Without doubt general video and sound, as found in large multimedia archives, carry emotional information. Thus, audio and video retrieval by certain emotional categories or dimensions could play a central role for tomorrow's intelligent systems, enabling search for movies with a particular mood, computer aided scene and sound design in order to elicit certain emotions in the audience, etc. Yet, the lion's share of research in affective computing is exclusively focusing on signals conveyed by humans, such as affective speech. Uniting the fields of multimedia retrieval and affective computing is believed to lend to a multiplicity of interesting retrieval applications, and at the same time to benefit affective computing research, by moving its methodology “out of the lab” to real-world, diverse data. In this contribution, we address the problem of finding “disturbing” scenes in movies, a scenario that is highly relevant for computer-aided parental guidance. We apply large-scale segmental feature extraction combined with audio-visual classification to the particular task of detecting violence. Our system performs fully data-driven analysis including automatic segmentation. We evaluate the system in terms of mean average precision (MAP) on the official data set of the MediaEval 2012 evaluation campaign's Affect Task, which consists of 18 original Hollywood movies, achieving up to .398 MAP on unseen test data in full realism. An in-depth analysis of the worth of individual features with respect to the target class and the system errors is carried out and reveals the importance of peak-related audio feature extraction and low-level histogram-based video analysis.
Abstract. In recent years the field of augmented reality (AR) has seen great advances in interaction, tracking and rendering. New input devices and mobile hardware have enabled entirely new interaction concepts for AR content. The high complexity of AR applications results in lacking usability evaluation practices on part of the developer. In this paper, we present a thorough classification of factors influencing user experience, split into the broad categories of rendering, tracking and interaction. Based on these factors, we propose an architecture for evaluating AR experiences prior to deployment in an adapted virtual reality (VR) environment. Thus we enable rapid prototyping and evaluation of AR applications especially suited for applications in challenging industrial AR projects.
The observation likelihood approximation is a central problem in stochastic human pose tracking. In this paper, we present a new approach to quantify the correspondence between hypothetical and observed human poses in depth images. Our approach is based on segmented point clouds, enabling accurate approximations even under selfocclusion and in the absence of color or texture cues. The segmentation step extracts small regions of high saliency such as hands or arms and ensures that the information contained in these regions is not marginalized by larger, less salient regions such as the chest. The proposed approximation function is evaluated on both synthetic and real camera data. In addition, we compare our approximation function against the corresponding function used by a state-of-theart pose tracker.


» Work instructions:
For each entry, output its words exactly and leave any picture behind.
********
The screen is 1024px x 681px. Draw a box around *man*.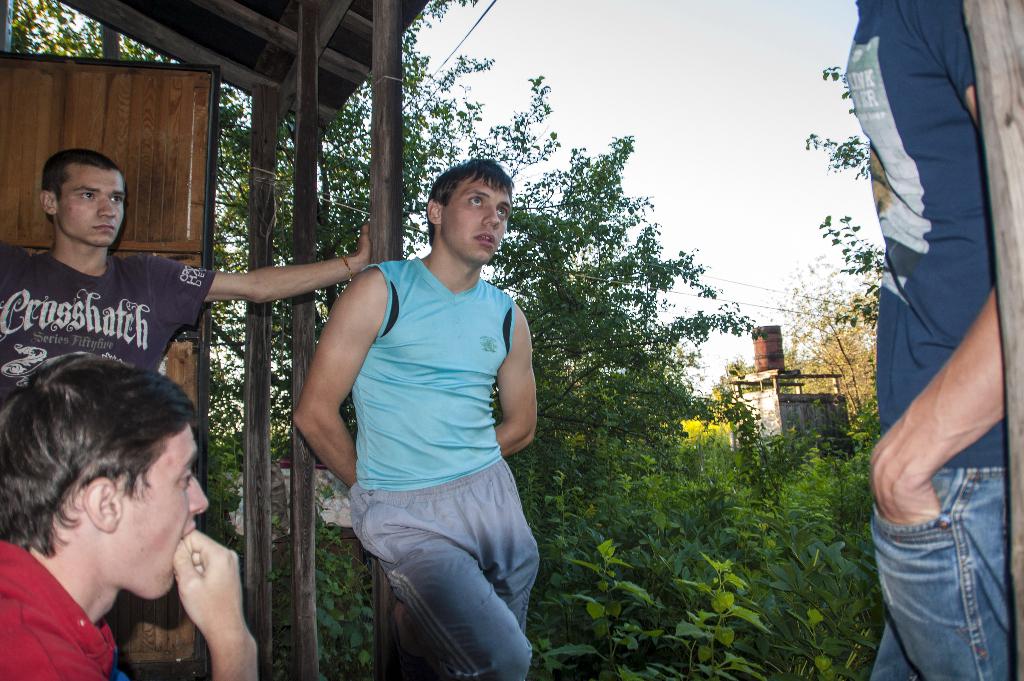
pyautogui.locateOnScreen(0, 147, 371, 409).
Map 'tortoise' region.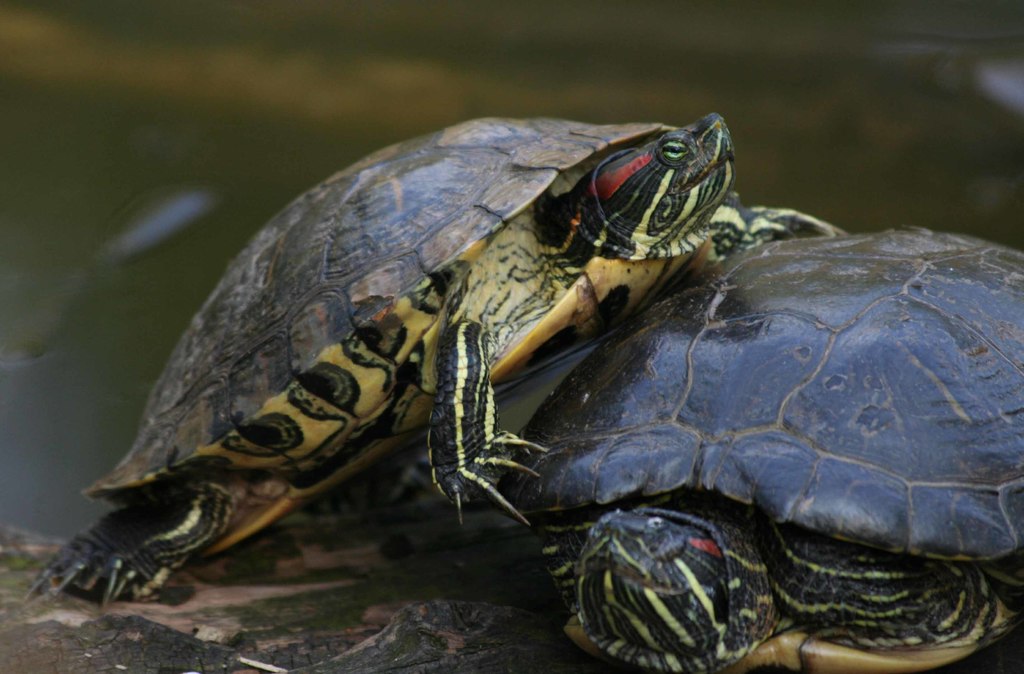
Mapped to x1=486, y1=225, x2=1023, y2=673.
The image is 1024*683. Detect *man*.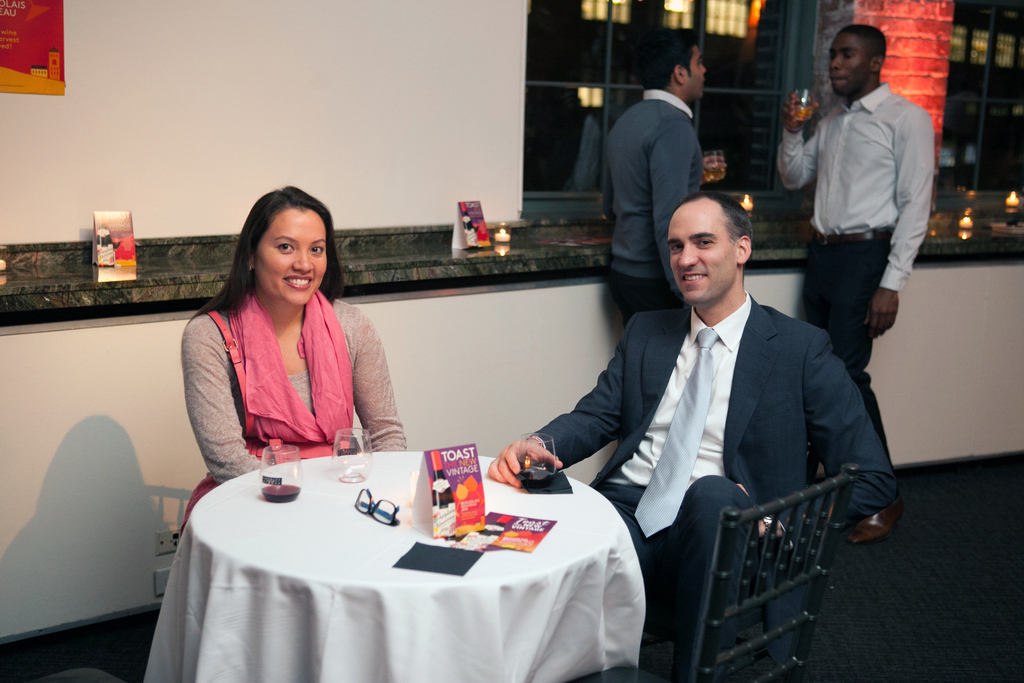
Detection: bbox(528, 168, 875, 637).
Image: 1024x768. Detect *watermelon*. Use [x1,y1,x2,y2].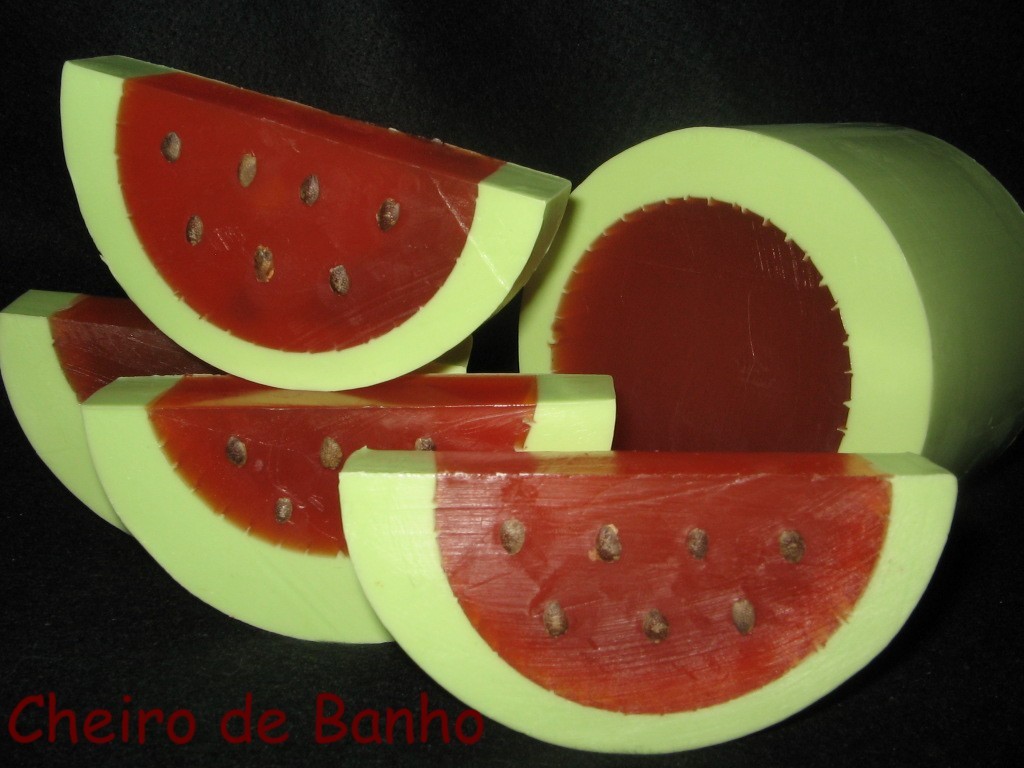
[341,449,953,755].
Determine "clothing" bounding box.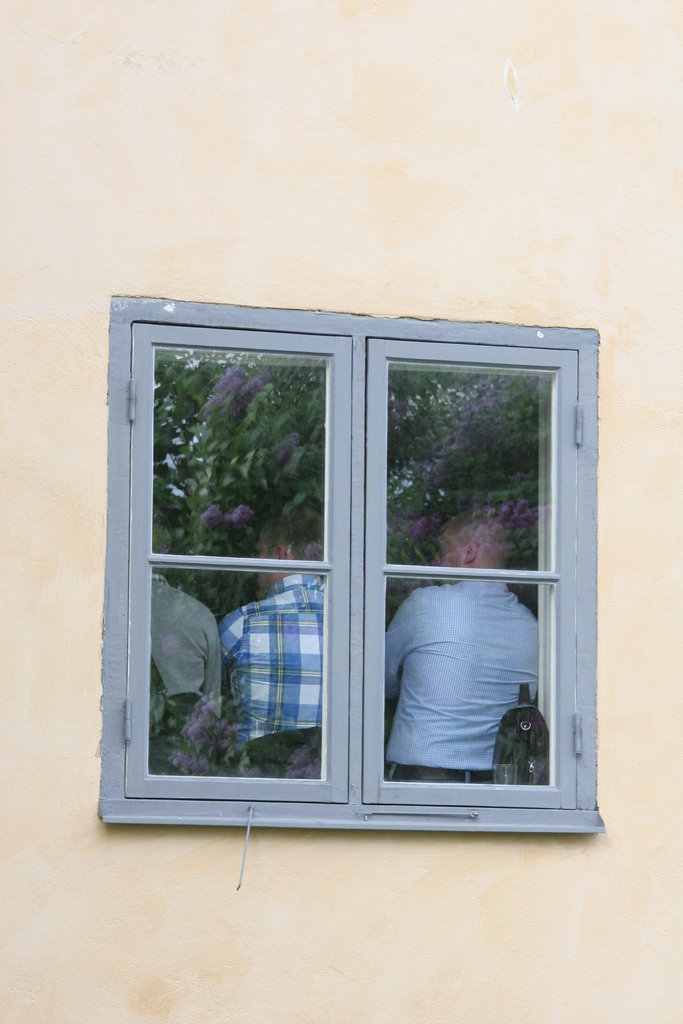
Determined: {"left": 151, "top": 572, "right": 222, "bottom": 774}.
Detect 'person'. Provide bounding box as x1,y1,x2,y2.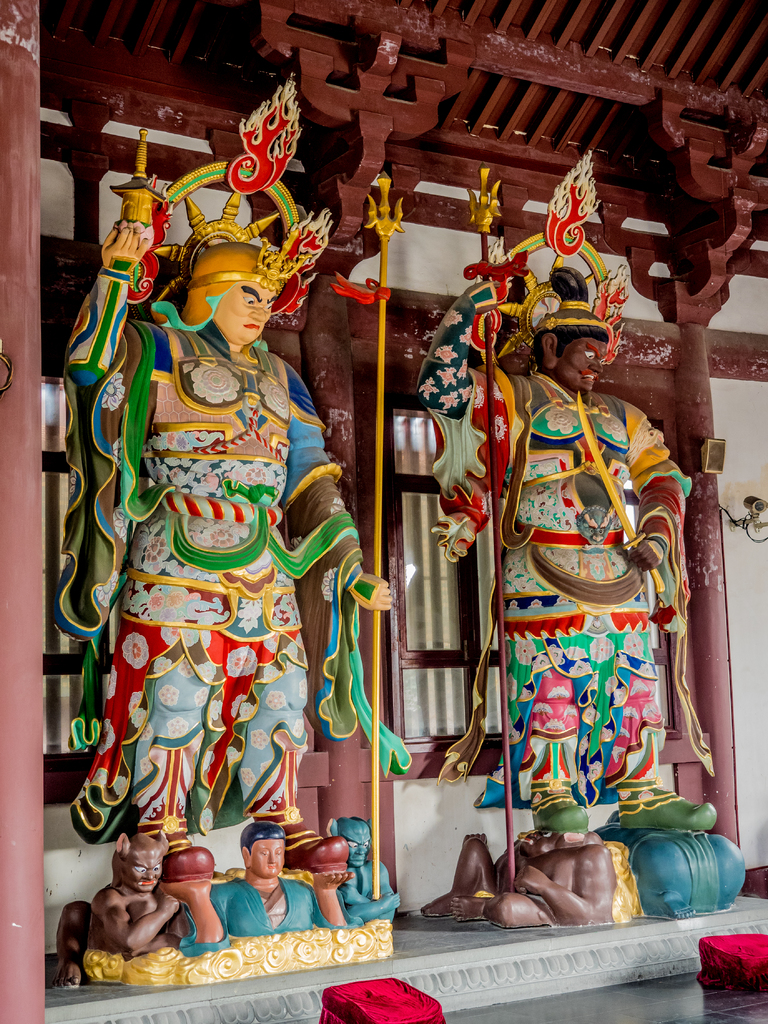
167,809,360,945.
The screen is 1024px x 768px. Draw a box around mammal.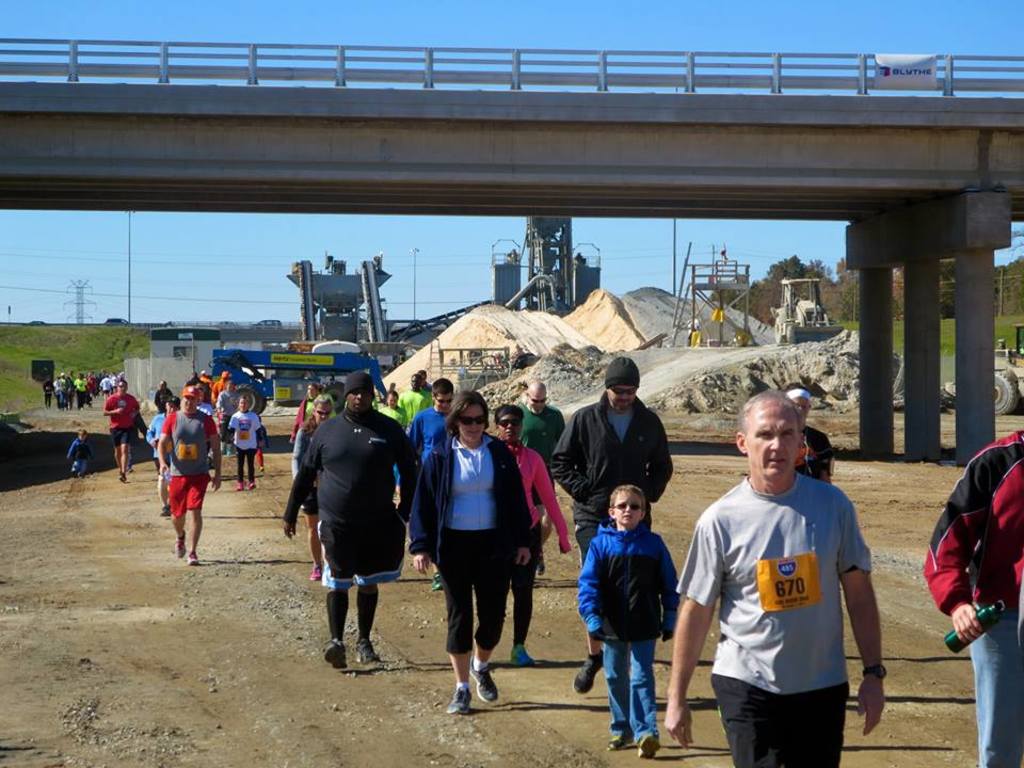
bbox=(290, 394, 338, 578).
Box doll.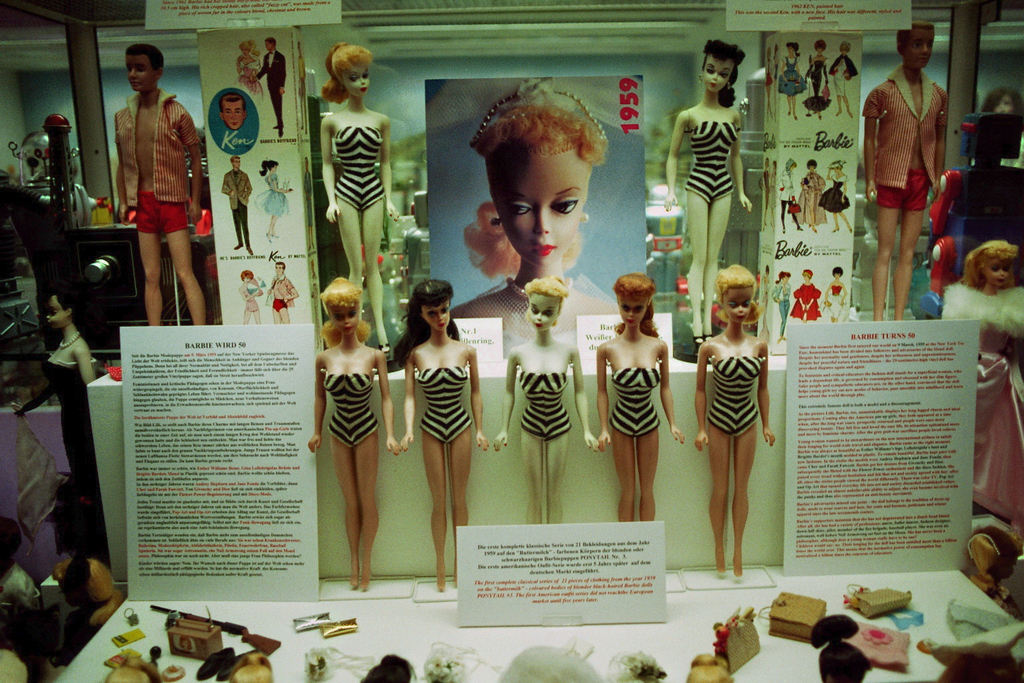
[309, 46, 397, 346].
********
» Answer below:
The screen is 1024px x 681px. Draw a box around *man*.
pyautogui.locateOnScreen(0, 147, 371, 409).
Map 'tortoise' region.
Mapped to x1=486, y1=225, x2=1023, y2=673.
The image is 1024*683. Detect *man*.
Detection: bbox(528, 168, 875, 637).
Image: 1024x768. Detect *watermelon*. Use [x1,y1,x2,y2].
[341,449,953,755].
Determine "clothing" bounding box.
Determined: {"left": 151, "top": 572, "right": 222, "bottom": 774}.
Detect 'person'. Provide bounding box as x1,y1,x2,y2.
167,809,360,945.
The screen is 1024px x 768px. Draw a box around mammal.
bbox=(290, 394, 338, 578).
Box doll.
[309, 46, 397, 346].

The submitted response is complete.